I don't think patches change ABI. Semantic (meaning) of utime/stime is
the same with and without those patches. They are user mode and kernel
mode jiffies of the process, this does not change. What changes is
kernel calculation of those values, i.e. implementation.
Of course there is this top hiding malware, and that is "tell userspace
to fix it itself" thing. But I'm considering this as special case.
I comment more about that at the end of the email.
> > Besides for most cases (not counting hostile software), those
> > statistical stime/utime accounting give good approximation of CPU
> > time utilizing by each process.
>
> Yeah but still the users are expecting that result to be scaled now.
I'm not sure about that, though I'm sure users expect other things. For
example that the values will increase when process utilize CPU, what is
now broken for long running CPU bound processes. Also they expect values
will not decrease, what was broken by adding cputime scaling, but is now
fixed. Or that the values will not increase if process do not utilize
CPU, what was another kernel bug, which is also now fixed.
My point here is that, in the past and now, cputime scaling cause lot of
troubles and get rid of it would be good thing to do.
> >> How about that 128bits based idea? I'm adding Paul Turner in Cc
> >> because he seemed to agree with doing it using 128bits maths.
> >
> > For problem that I try to solve 128bits math is not necessary, assuming
> > we can do multiplication in user space. Taking into account how easily
> > things can be done in user space using floating point math, I prefer not
> > to add complexity in kernel. This solution make kernel simpler and
> > faster.
>
> I'm always all for making the kernel simpler and faster, as long as we
> don't break userspace.
I don't think in general the change does break user space, except special
case, which is this top hiding malware. But since this is _top_ hiding
malware it can be fixed in _top_. Consider this that way, kernel changed
way of calculating utime/stime to help top against hiding malware. But
since it is complicated and affect kernel performance, we will provide
other mechanism that top can use to protect itself against malware. Then
we can remove complicated utime/stime calculation.

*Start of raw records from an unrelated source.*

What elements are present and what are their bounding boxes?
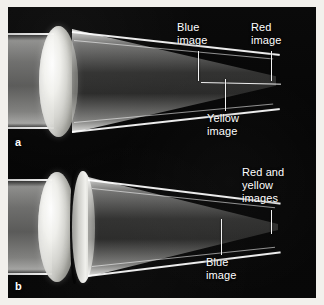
callout-yellow-image-a: Yellow image bbox=[207, 112, 239, 138]
leader-red-image-a bbox=[271, 51, 272, 81]
callout-blue-image-b: Blue image bbox=[206, 256, 236, 282]
leader-blue-image-b bbox=[221, 219, 222, 255]
chromatic-aberration-figure: Blue image Red image Yellow image a bbox=[0, 0, 324, 305]
leader-yellow-image-a bbox=[225, 79, 226, 111]
beam-bottom-edge-b bbox=[8, 273, 52, 275]
panel-b: Red and yellow images Blue image b bbox=[8, 154, 316, 298]
panel-letter-b: b bbox=[15, 280, 22, 292]
callout-blue-image-a: Blue image bbox=[177, 21, 207, 47]
leader-red-yellow-images-b bbox=[271, 210, 272, 234]
converging-light-cone-a bbox=[72, 29, 276, 133]
panel-a: Blue image Red image Yellow image a bbox=[8, 7, 316, 154]
photographic-plate: Blue image Red image Yellow image a bbox=[8, 7, 316, 298]
leader-blue-image-a bbox=[198, 51, 199, 81]
panel-letter-a: a bbox=[15, 136, 21, 148]
callout-red-yellow-images-b: Red and yellow images bbox=[242, 166, 284, 205]
callout-red-image-a: Red image bbox=[251, 21, 281, 47]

Note times(2) and getrsuage(2) also use scaled cputime values, but do
this only for self process (getrusage(2) also for terminated children),
so there is no top hiding like issue for those.
Also note that cpu-timers (setitimer(2) and timer_create(2)) use raw
{signal,task}->{u,s}time values not scaled ones.
In general I agree with Frederic, that we should not remove feature that
was added to the kernel. But this case I'm not sure if it worth to keep
it and make kernel more complex, since the main and the only problem
that feature solves can be easily handled by top.
Would help if I would write that top hiding exploit (for patched kernel)
and ask for assign CVE number (not sure if that will be accepted), then
make sure that this CVE will be fixed and released in top, then patch
and release kernel with this patch set? Does it sound reasonable?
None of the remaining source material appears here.